Do Bears Eat Honey? Hundreds of Destroyed Beehives Reveal the Answer

05_31_Bear
A brown bear takes a nap during the World Animal Day on October 4, 2012, at Korkeasaari Zoo in Helsinki. Farmers are blaming bears for hundreds of attacks on beehives in Finland and Estonia. Jarno Mela/AFP/Getty Images

Rampaging in search of honey, wild bears are causing thousands of dollars' worth of damage in a spate of bee yard raids in northern Europe.

The hungry animals have damaged at least 370 beehives across Finland and nearby Estonia while foraging over the past year and a half, the BBC reported. The two countries are among the places with thriving populations of brown bears in Europe, most of which live in northern and eastern Europe, according to the European Commission.

The peckish animals incurred enough damage to Finland's agricultural community that the government has paid out $143,000 to local farmers whose beehives suffered bear damage this year, local newspaper Maaseudun Tulevaisuus reported. The recently released figures show that bears have damaged 70 hives since waking from hibernation this spring.

Read more: Freak weather may be putting Europe's champagne supply in jeopardy

Some of the incidents include bears going to new lengths to secure nourishment, such as one ursine raid near a populated area, 12 miles from the Finnish-Russian border. The bear, allegedly making its third visit to that same bee yard, cleared an electric fence before rummaging through a pair of hives, just over a hundred yards from a house.

Moving beehives to locations unknown to bears is sometimes also not an option for farmers, as hives can only be moved at night and must be at a minimum of almost 2 miles away from the old spot, so bees do not confuse the route, according to the Finnish Beekeepers Association.

While Estonia had more costly issues with damage incurred by wolf attacks on livestock, local newspaper Postimees says that bears are also responsible for significant incidents in the countryside. The figures actually date to last year but were only released this year because of how timely the process of compensation was.

The large animals attacked more than 300 Estonian beehives last year and have also destroyed rolls of silage.

Recently authorities in Finland and Estonia's neighbor Russia went on a bear-culling spree, killing dozens of animals as some entered cities in search of food and attacked people.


Activity.
Could you restate the entries word for word, without the images?

Records from a dataset
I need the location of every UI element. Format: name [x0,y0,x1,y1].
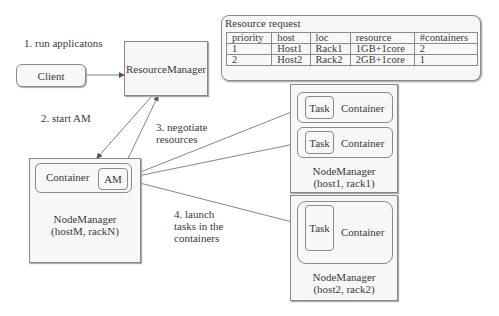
cell-loc: Rack1 [310,44,350,55]
container-label: Container [46,171,89,183]
cell-resource: 2GB+1core [350,55,414,66]
resource-manager-label: ResourceManager [126,63,206,75]
cell-containers: 2 [414,44,477,55]
column-header: loc [310,33,350,44]
task-box: Task [305,131,334,154]
am-label: AM [104,173,122,185]
task-label: Task [309,102,330,114]
node-manager-host1: Task Container Task Container NodeManage… [290,84,398,193]
node-manager-name: NodeManager [291,271,397,283]
cell-loc: Rack2 [310,55,350,66]
node-manager-hostm: Container AM NodeManager (hostM, rackN) [29,158,141,263]
arrow-launch-task-2 [128,142,304,178]
step-launch-line1: 4. launch [174,208,214,220]
task-label: Task [309,222,330,234]
arrow-launch-task-1 [128,107,304,177]
step-start-am: 2. start AM [41,112,91,124]
am-container: Container AM [35,163,132,193]
step-launch-line2: tasks in the [174,220,224,232]
step-launch-line3: containers [174,232,219,244]
node-manager-location: (host2, rack2) [291,283,397,295]
column-header: resource [350,33,414,44]
resource-request-table: priority host loc resource #containers 1… [226,32,478,66]
container-label: Container [341,137,384,149]
am-box: AM [98,168,128,190]
column-header: #containers [414,33,477,44]
column-header: host [272,33,310,44]
task-label: Task [309,137,330,149]
step-run-applications: 1. run applicatons [24,37,103,49]
container-3: Task Container [297,201,393,264]
cell-containers: 1 [414,55,477,66]
client-box: Client [16,64,86,87]
container-label: Container [341,226,384,238]
cell-priority: 2 [227,55,272,66]
cell-priority: 1 [227,44,272,55]
client-label: Client [38,70,65,82]
resource-request-title: Resource request [225,17,300,29]
column-header: priority [227,33,272,44]
arrow-negotiate [124,96,158,167]
table-row: 2 Host2 Rack2 2GB+1core 1 [227,55,478,66]
node-manager-name: NodeManager [291,165,397,177]
resource-manager-box: ResourceManager [124,41,208,96]
cell-resource: 1GB+1core [350,44,414,55]
node-manager-location: (hostM, rackN) [30,225,140,237]
step-negotiate-line1: 3. negotiate [156,121,207,133]
node-manager-location: (host1, rack1) [291,177,397,189]
resource-request-panel: Resource request priority host loc resou… [221,15,481,81]
arrow-launch-task-3 [128,180,304,225]
container-1: Task Container [297,92,393,123]
cell-host: Host2 [272,55,310,66]
node-manager-host2: Task Container NodeManager (host2, rack2… [290,195,398,301]
step-negotiate-line2: resources [156,133,198,145]
arrow-start-am [97,96,152,158]
table-row: 1 Host1 Rack1 1GB+1core 2 [227,44,478,55]
container-2: Task Container [297,127,393,158]
task-box: Task [305,96,334,119]
task-box: Task [305,205,334,251]
table-header-row: priority host loc resource #containers [227,33,478,44]
container-label: Container [341,102,384,114]
node-manager-name: NodeManager [30,213,140,225]
cell-host: Host1 [272,44,310,55]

Final answer.
I need the location of every UI element. Format: name [x0,y0,x1,y1].
cell-loc: Rack1 [310,44,350,55]
container-label: Container [46,171,89,183]
cell-resource: 2GB+1core [350,55,414,66]
resource-manager-label: ResourceManager [126,63,206,75]
cell-containers: 2 [414,44,477,55]
column-header: loc [310,33,350,44]
task-box: Task [305,131,334,154]
am-label: AM [104,173,122,185]
task-label: Task [309,102,330,114]
node-manager-host1: Task Container Task Container NodeManage… [290,84,398,193]
node-manager-name: NodeManager [291,271,397,283]
cell-loc: Rack2 [310,55,350,66]
node-manager-hostm: Container AM NodeManager (hostM, rackN) [29,158,141,263]
arrow-launch-task-2 [128,142,304,178]
step-launch-line1: 4. launch [174,208,214,220]
task-label: Task [309,222,330,234]
arrow-launch-task-1 [128,107,304,177]
step-start-am: 2. start AM [41,112,91,124]
am-container: Container AM [35,163,132,193]
step-launch-line2: tasks in the [174,220,224,232]
step-launch-line3: containers [174,232,219,244]
node-manager-location: (host2, rack2) [291,283,397,295]
column-header: resource [350,33,414,44]
resource-request-table: priority host loc resource #containers 1… [226,32,478,66]
container-label: Container [341,137,384,149]
am-box: AM [98,168,128,190]
column-header: #containers [414,33,477,44]
column-header: host [272,33,310,44]
task-label: Task [309,137,330,149]
step-run-applications: 1. run applicatons [24,37,103,49]
container-3: Task Container [297,201,393,264]
cell-containers: 1 [414,55,477,66]
client-box: Client [16,64,86,87]
container-label: Container [341,226,384,238]
cell-priority: 2 [227,55,272,66]
cell-priority: 1 [227,44,272,55]
client-label: Client [38,70,65,82]
resource-request-title: Resource request [225,17,300,29]
column-header: priority [227,33,272,44]
arrow-negotiate [124,96,158,167]
table-row: 2 Host2 Rack2 2GB+1core 1 [227,55,478,66]
node-manager-name: NodeManager [291,165,397,177]
resource-manager-box: ResourceManager [124,41,208,96]
cell-resource: 1GB+1core [350,44,414,55]
node-manager-location: (hostM, rackN) [30,225,140,237]
step-negotiate-line1: 3. negotiate [156,121,207,133]
node-manager-location: (host1, rack1) [291,177,397,189]
resource-request-panel: Resource request priority host loc resou… [221,15,481,81]
arrow-launch-task-3 [128,180,304,225]
container-1: Task Container [297,92,393,123]
cell-host: Host2 [272,55,310,66]
node-manager-host2: Task Container NodeManager (host2, rack2… [290,195,398,301]
step-negotiate-line2: resources [156,133,198,145]
arrow-start-am [97,96,152,158]
table-row: 1 Host1 Rack1 1GB+1core 2 [227,44,478,55]
container-2: Task Container [297,127,393,158]
task-box: Task [305,96,334,119]
task-box: Task [305,205,334,251]
table-header-row: priority host loc resource #containers [227,33,478,44]
container-label: Container [341,102,384,114]
node-manager-name: NodeManager [30,213,140,225]
cell-host: Host1 [272,44,310,55]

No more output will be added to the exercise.